In January I decided it would be a great idea to keep a list of the films I saw, for the first time, in 2012. And while I was at it, why not continuously rank them in the list? I don't remember the exact moment I came up with this idea, but I know it certainly wasn't New Year's Day, when I was watching Music & Lyrics.


Why Music & Lyrics? I was brutally hungover and figured it was just the sort of film I needed: a fairly light Hugh Grant affair that won't reach the heights of Four Weddings And A Funeral, but that will surely be superior to Did You Hear About The Morgans? And, with its recreations of '80s pop videos, examinations of modern pop phenomena and a by-the-numbers romance, I'd say I was spot on in my estimations.

I don't think that that was the spark for my list of new-to-me films. Maybe the idea had been knocking about for a while; I've always liked lists about films, from the esoteric 10 Bad Dates With de Niro to the more well-known 1001 Movies To See Before You Die. On the subject of that last one, by the end of 2012 I have seen ninety-five and a half films from the 1001 listed in the 2007 edition of the book. (The half is Manhunter, which I started watching and feel asleep during.)

Film lists are also the sort of thing I take more seriously than might be healthy (or perhaps it's just lists, judging by how I went ballistic at a TV countdown of Christmas songs in the pub). A few years ago I devoted a whole weekend to whittling down every film I'd ever seen into a Top 10, a frantic couple of days spent examining DVD shelves, the IMDb Top 250, film magazines, TV listings and so on. Saturday evening was fraught with an internal debate about whether there was space for any Star Wars (there wasn't).

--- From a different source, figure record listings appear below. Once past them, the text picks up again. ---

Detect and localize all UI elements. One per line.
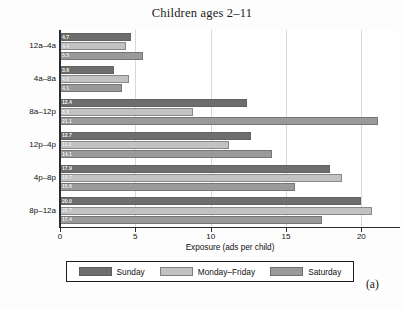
category-axis-labels: 12a–4a4a–8a8a–12p12p–4p4p–8p8p–12a	[0, 30, 56, 227]
chart-legend: SundayMonday–FridaySaturday	[66, 261, 354, 282]
legend-item[interactable]: Sunday	[79, 267, 145, 277]
legend-item[interactable]: Monday–Friday	[160, 267, 255, 277]
bar-row: 4.4	[60, 42, 399, 50]
bar-group: 12.711.214.1	[60, 132, 399, 158]
bar[interactable]	[60, 132, 251, 140]
tick-label: 20	[357, 232, 366, 241]
bar-value-label: 8.8	[62, 108, 69, 116]
bar[interactable]	[60, 207, 372, 215]
category-label: 12a–4a	[0, 41, 56, 50]
bar[interactable]	[60, 183, 295, 191]
plot-area: 4.74.45.53.64.64.112.48.821.112.711.214.…	[60, 30, 399, 227]
bar-group: 3.64.64.1	[60, 66, 399, 92]
bar-row: 11.2	[60, 141, 399, 149]
bar-row: 20.7	[60, 207, 399, 215]
bar-group: 4.74.45.5	[60, 33, 399, 59]
bar-value-label: 4.4	[62, 42, 69, 50]
bar-row: 4.7	[60, 33, 399, 41]
bar[interactable]	[60, 141, 229, 149]
panel-tag: (a)	[366, 278, 379, 290]
bar-value-label: 11.2	[62, 140, 71, 148]
bar-row: 12.7	[60, 132, 399, 140]
bar-row: 12.4	[60, 99, 399, 107]
bar[interactable]	[60, 117, 378, 125]
category-label: 8a–12p	[0, 107, 56, 116]
category-label: 12p–4p	[0, 140, 56, 149]
bar-row: 8.8	[60, 108, 399, 116]
bar-value-label: 4.1	[62, 84, 69, 92]
bar-group: 17.918.715.6	[60, 165, 399, 191]
bar-row: 15.6	[60, 183, 399, 191]
legend-label: Sunday	[117, 267, 145, 277]
legend-swatch	[160, 267, 193, 276]
legend-label: Monday–Friday	[198, 267, 255, 277]
y-axis-line	[59, 30, 61, 228]
bar[interactable]	[60, 216, 322, 224]
bar-value-label: 20.7	[62, 206, 72, 214]
category-label: 4p–8p	[0, 173, 56, 182]
x-axis-ticks: 05101520	[60, 228, 400, 244]
bar-value-label: 4.6	[62, 75, 69, 83]
bar-row: 17.4	[60, 216, 399, 224]
tick-label: 0	[58, 232, 62, 241]
legend-swatch	[270, 267, 303, 276]
category-label: 8p–12a	[0, 206, 56, 215]
bar-group: 20.020.717.4	[60, 197, 399, 223]
bar-value-label: 12.4	[62, 98, 72, 106]
chart-title: Children ages 2–11	[0, 6, 404, 21]
bar-value-label: 4.7	[62, 33, 69, 41]
bar-row: 18.7	[60, 174, 399, 182]
bar-row: 5.5	[60, 52, 399, 60]
bar-row: 21.1	[60, 117, 399, 125]
bar-row: 17.9	[60, 165, 399, 173]
bar-value-label: 5.5	[62, 51, 69, 59]
bar-row: 4.6	[60, 75, 399, 83]
bar-row: 4.1	[60, 84, 399, 92]
bar[interactable]	[60, 75, 129, 83]
bar[interactable]	[60, 174, 342, 182]
bar[interactable]	[60, 165, 330, 173]
bar-value-label: 21.1	[62, 117, 72, 125]
legend-item[interactable]: Saturday	[270, 267, 341, 277]
bar-value-label: 14.1	[62, 150, 72, 158]
bar-row: 20.0	[60, 197, 399, 205]
x-axis-title: Exposure (ads per child)	[60, 243, 400, 252]
bar[interactable]	[60, 42, 126, 50]
bar-group: 12.48.821.1	[60, 99, 399, 125]
bar[interactable]	[60, 108, 193, 116]
bar[interactable]	[60, 84, 122, 92]
bar-value-label: 3.6	[62, 66, 69, 74]
category-label: 4a–8a	[0, 74, 56, 83]
bar-value-label: 18.7	[62, 173, 72, 181]
bar[interactable]	[60, 99, 247, 107]
bar-row: 14.1	[60, 150, 399, 158]
figure-panel: Children ages 2–11 4.74.45.53.64.64.112.…	[0, 0, 404, 309]
bar-value-label: 17.4	[62, 215, 72, 223]
legend-swatch	[79, 267, 112, 276]
bar-value-label: 12.7	[62, 131, 72, 139]
legend-label: Saturday	[308, 267, 341, 277]
bar-row: 3.6	[60, 66, 399, 74]
bar[interactable]	[60, 33, 131, 41]
bar[interactable]	[60, 197, 361, 205]
bar[interactable]	[60, 52, 143, 60]
bar-value-label: 15.6	[62, 182, 72, 190]
tick-label: 5	[133, 232, 137, 241]
bar-value-label: 20.0	[62, 197, 72, 205]
tick-label: 10	[206, 232, 215, 241]
bar-value-label: 17.9	[62, 164, 72, 172]
tick-label: 15	[282, 232, 291, 241]
bar[interactable]	[60, 150, 272, 158]
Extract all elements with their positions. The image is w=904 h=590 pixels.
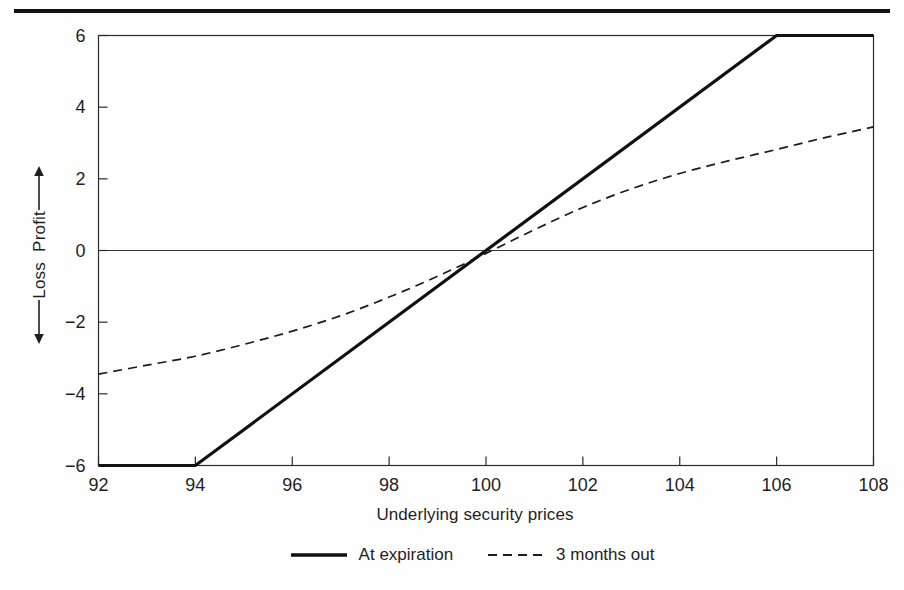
legend-label-at-expiration: At expiration [359,545,454,565]
y-tick-label: 2 [75,169,85,189]
down-arrow-icon [31,299,47,345]
dashed-line-swatch-icon [487,549,545,561]
y-tick-label: 0 [75,241,85,261]
y-axis-loss-group: Loss [31,262,48,345]
x-axis-title-wrap: Underlying security prices [0,505,904,525]
y-axis-profit-text: Profit [31,211,48,252]
up-arrow-icon [31,165,47,211]
figure-root: −6−4−20246 92949698100102104106108 Profi… [0,0,904,590]
x-tick-label: 108 [858,475,888,495]
y-tick-label: −6 [65,456,86,476]
payoff-chart: −6−4−20246 92949698100102104106108 [0,0,904,590]
y-axis-profit-group: Profit [31,165,48,252]
y-tick-label: −2 [65,312,86,332]
x-axis-ticks: 92949698100102104106108 [88,457,888,495]
chart-legend: At expiration 3 months out [0,545,904,565]
solid-line-swatch-icon [290,549,348,561]
x-tick-label: 104 [665,475,695,495]
legend-item-at-expiration: At expiration [290,545,454,565]
x-tick-label: 94 [185,475,205,495]
legend-item-3-months-out: 3 months out [487,545,654,565]
legend-label-3-months-out: 3 months out [556,545,654,565]
x-tick-label: 96 [282,475,302,495]
y-axis-loss-text: Loss [31,262,48,299]
y-tick-label: 6 [75,26,85,46]
x-tick-label: 98 [379,475,399,495]
y-tick-label: −4 [65,384,86,404]
y-tick-label: 4 [75,97,85,117]
x-tick-label: 92 [88,475,108,495]
y-axis-label: Profit Loss [16,120,62,390]
y-axis-ticks: −6−4−20246 [65,26,108,476]
x-axis-title: Underlying security prices [330,505,573,524]
x-tick-label: 100 [471,475,501,495]
x-tick-label: 102 [568,475,598,495]
x-tick-label: 106 [762,475,792,495]
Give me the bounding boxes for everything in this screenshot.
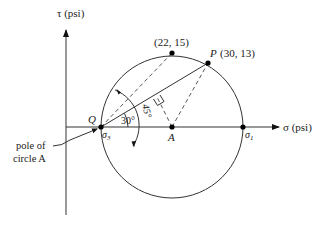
- arc-arrow-upper: [117, 89, 122, 95]
- tau-axis-label: τ (psi): [57, 7, 85, 20]
- label-q: Q: [88, 113, 96, 125]
- label-sigma3: σ3: [102, 129, 111, 142]
- callout-arrow: [53, 129, 97, 146]
- label-point-22-15: (22, 15): [154, 36, 189, 49]
- point-p: [205, 60, 210, 65]
- line-q-to-p: [101, 63, 208, 127]
- label-p-coords: (30, 13): [220, 47, 255, 60]
- angle-label-30: 30°: [121, 115, 135, 126]
- callout-line-2: circle A: [13, 153, 46, 164]
- label-p: P: [209, 47, 217, 59]
- label-a: A: [167, 131, 175, 143]
- point-22-15: [169, 50, 174, 55]
- dashed-line-a-to-p: [172, 63, 208, 127]
- callout-line-1: pole of: [16, 140, 46, 151]
- angle-label-45: 45°: [140, 103, 154, 119]
- sigma-axis-label: σ (psi): [283, 121, 312, 134]
- mohr-circle-diagram: τ (psi) σ (psi) 30° 45° (22, 15) P (30, …: [0, 0, 325, 225]
- arc-arrow-lower: [132, 141, 137, 148]
- label-sigma1: σ1: [245, 129, 253, 142]
- point-a: [169, 124, 174, 129]
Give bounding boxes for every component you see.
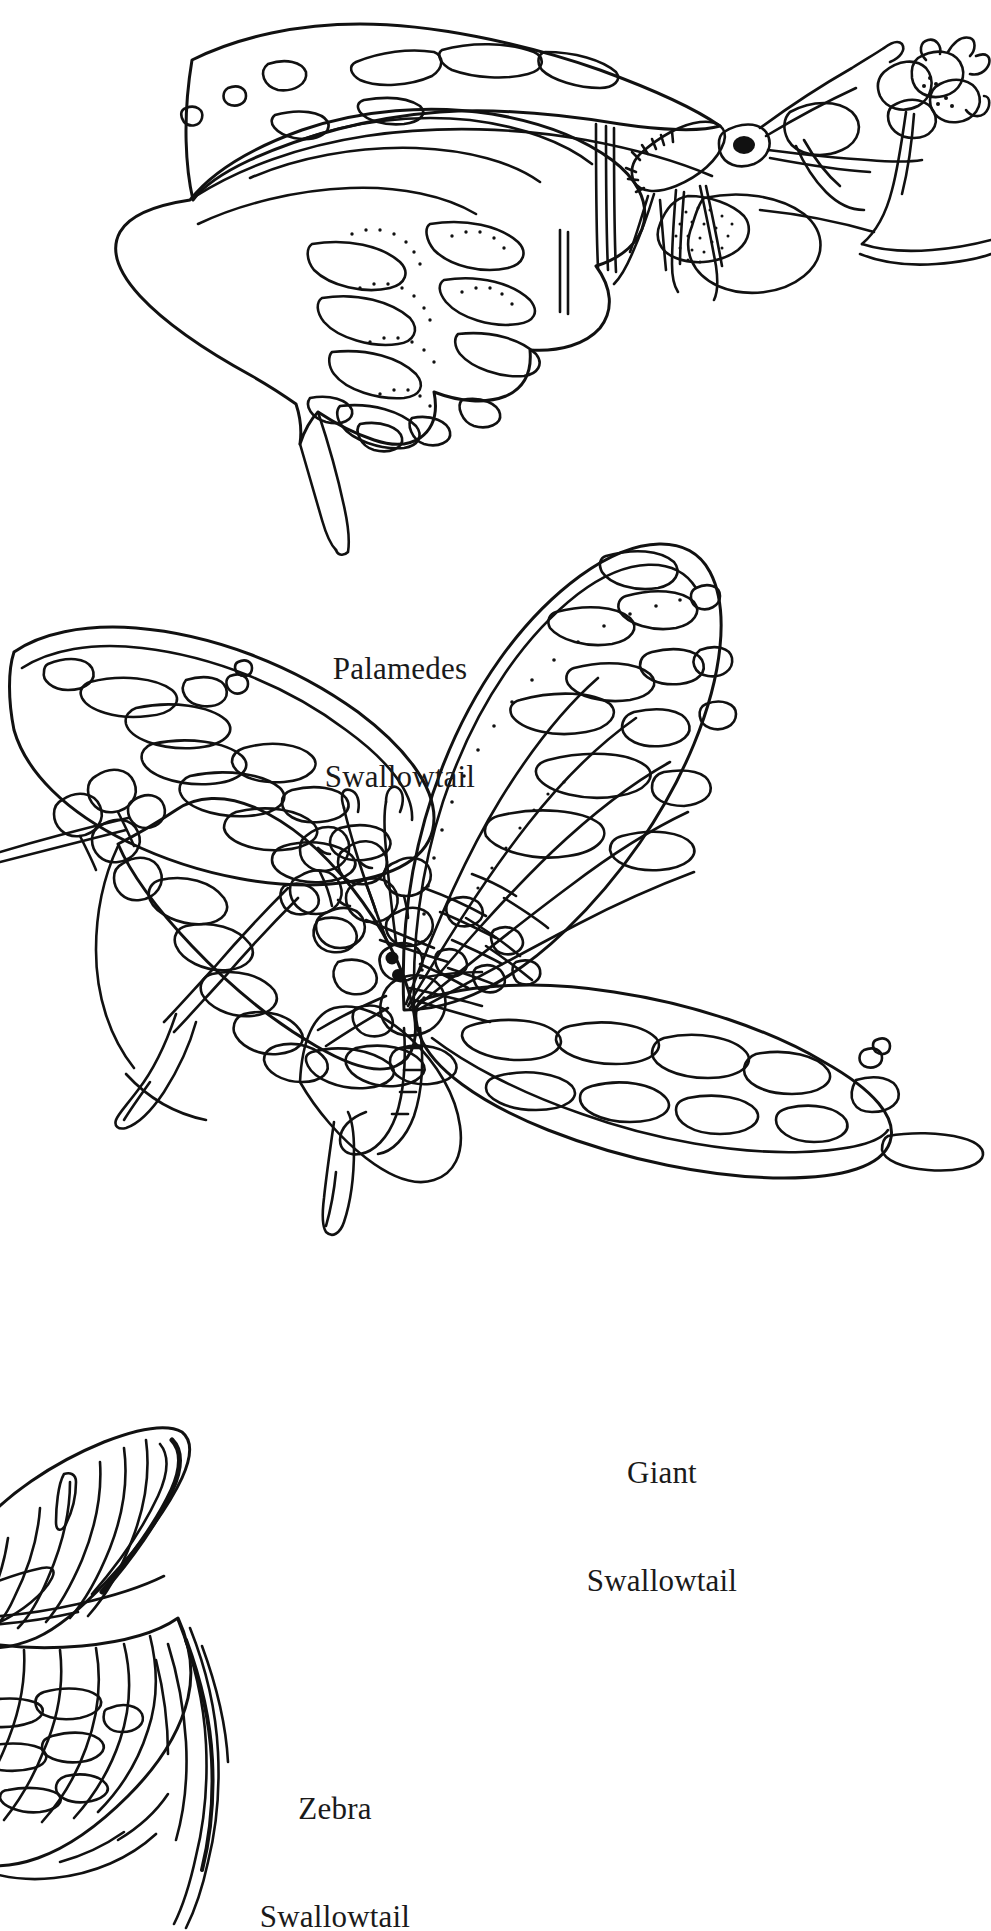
stipple-pattern	[350, 228, 513, 407]
eye	[386, 952, 399, 965]
eye	[733, 136, 755, 154]
caption-giant-line-2: Swallowtail	[512, 1563, 812, 1599]
figure-palamedes-swallowtail	[116, 24, 991, 555]
caption-palamedes-swallowtail: Palamedes Swallowtail	[255, 578, 545, 868]
butterfly-plate-illustration	[0, 0, 991, 1931]
caption-zebra-swallowtail: Zebra Swallowtail	[190, 1718, 480, 1931]
caption-palamedes-line-1: Palamedes	[255, 651, 545, 687]
caption-zebra-line-1: Zebra	[190, 1791, 480, 1827]
caption-giant-line-1: Giant	[512, 1455, 812, 1491]
caption-giant-swallowtail: Giant Swallowtail	[512, 1382, 812, 1672]
caption-palamedes-line-2: Swallowtail	[255, 759, 545, 795]
flower-cluster-palamedes	[784, 38, 989, 244]
eye	[392, 969, 404, 981]
coloring-page: Palamedes Swallowtail Giant Swallowtail …	[0, 0, 991, 1931]
caption-zebra-line-2: Swallowtail	[190, 1899, 480, 1931]
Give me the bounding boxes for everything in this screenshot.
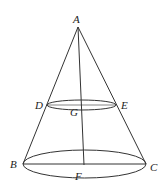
label-f: F <box>74 170 82 182</box>
label-g: G <box>70 106 78 118</box>
edge-ac <box>78 27 146 164</box>
label-a: A <box>72 13 80 25</box>
label-d: D <box>34 99 43 111</box>
axis-af <box>78 27 84 165</box>
label-b: B <box>10 158 17 170</box>
edge-ab <box>23 27 78 164</box>
label-e: E <box>120 99 128 111</box>
cone-diagram: A D E G B C F <box>0 0 167 190</box>
label-c: C <box>150 161 158 173</box>
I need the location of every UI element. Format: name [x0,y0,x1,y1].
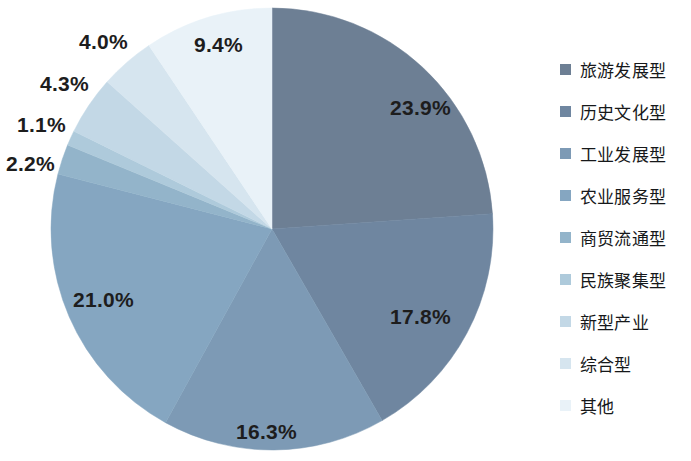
legend-swatch-icon [560,274,571,285]
pie-data-label: 16.3% [236,420,297,444]
legend-swatch-icon [560,148,571,159]
pie-data-label: 23.9% [390,96,451,120]
pie-data-label: 1.1% [17,113,66,137]
legend-item-label: 新型产业 [580,309,649,334]
pie-data-label: 4.0% [79,30,128,54]
legend-swatch-icon [560,64,571,75]
pie-data-label: 9.4% [194,33,243,57]
legend-item-label: 商贸流通型 [580,225,666,250]
pie-data-label: 21.0% [73,288,134,312]
chart-legend: 旅游发展型历史文化型工业发展型农业服务型商贸流通型民族聚集型新型产业综合型其他 [560,48,691,426]
legend-item[interactable]: 旅游发展型 [560,48,691,90]
legend-item[interactable]: 新型产业 [560,300,691,342]
legend-swatch-icon [560,190,571,201]
legend-item[interactable]: 历史文化型 [560,90,691,132]
pie-data-label: 17.8% [390,305,451,329]
pie-data-label: 2.2% [6,152,55,176]
pie-slice-group [51,8,493,450]
legend-item-label: 综合型 [580,351,632,376]
legend-item[interactable]: 综合型 [560,342,691,384]
legend-item-label: 工业发展型 [580,141,666,166]
legend-item-label: 农业服务型 [580,183,666,208]
legend-item[interactable]: 农业服务型 [560,174,691,216]
legend-swatch-icon [560,232,571,243]
legend-item-label: 旅游发展型 [580,57,666,82]
pie-chart-figure: 23.9%17.8%16.3%21.0%2.2%1.1%4.3%4.0%9.4%… [0,0,691,461]
pie-data-label: 4.3% [40,72,89,96]
legend-item-label: 民族聚集型 [580,267,666,292]
legend-item[interactable]: 其他 [560,384,691,426]
legend-swatch-icon [560,106,571,117]
legend-item[interactable]: 工业发展型 [560,132,691,174]
legend-swatch-icon [560,316,571,327]
legend-swatch-icon [560,358,571,369]
legend-item-label: 历史文化型 [580,99,666,124]
legend-swatch-icon [560,400,571,411]
legend-item[interactable]: 民族聚集型 [560,258,691,300]
legend-item[interactable]: 商贸流通型 [560,216,691,258]
legend-item-label: 其他 [580,393,614,418]
pie-slice[interactable] [272,8,492,229]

But the Films Of 2012 was quite different because it was continually developing and led to very specific judgments on films: "US Marshals? Well it's not as good as Chronicle, but it is better than The Bourne Legacy." Plus, it's difficult to rank wildly different subject matter in the same list: harrowing documentaries (The Bridge) rubbing shoulders with geeky comedy (Paul), for example.

It's hard to say even what the criteria are for the list, and I'm the one who made it. It's not necessarily about how technically good a film is by any measure. It's not even about how much I enjoyed them - sure, the films that I didn't enjoy are down the arse-end of the list, but I didn't enjoy The Bridge because it's a thoroughly depressing look at suicide - and it happens to be a great film anyway. So I've settled on "how good they are" as part of the title, even though that makes it sound much less subjective than it is.

That's about enough waffle. How about taking a look at the list?
This took about three hours in Paint.NET. God, I wish I had Photoshop. And a laptop that wouldn't have a fit at the thought of opening Photoshop.
You know where the comments are if you would like to inquire or argue. And why wouldn't you? Even calling it The Bicycle Thieves (rather than The Bicycle Thief) could lead to a bloody and bitter argument amongst film aficionados, let alone the fact that I was so bored by it that it became the second-worst film I'd seen all year.

And yes, the 2013 list is already under way, despite fears for my mental health. Here's a sneak preview:

Catfish
Trainspotting

See you for more film list shenanigans in January 2014.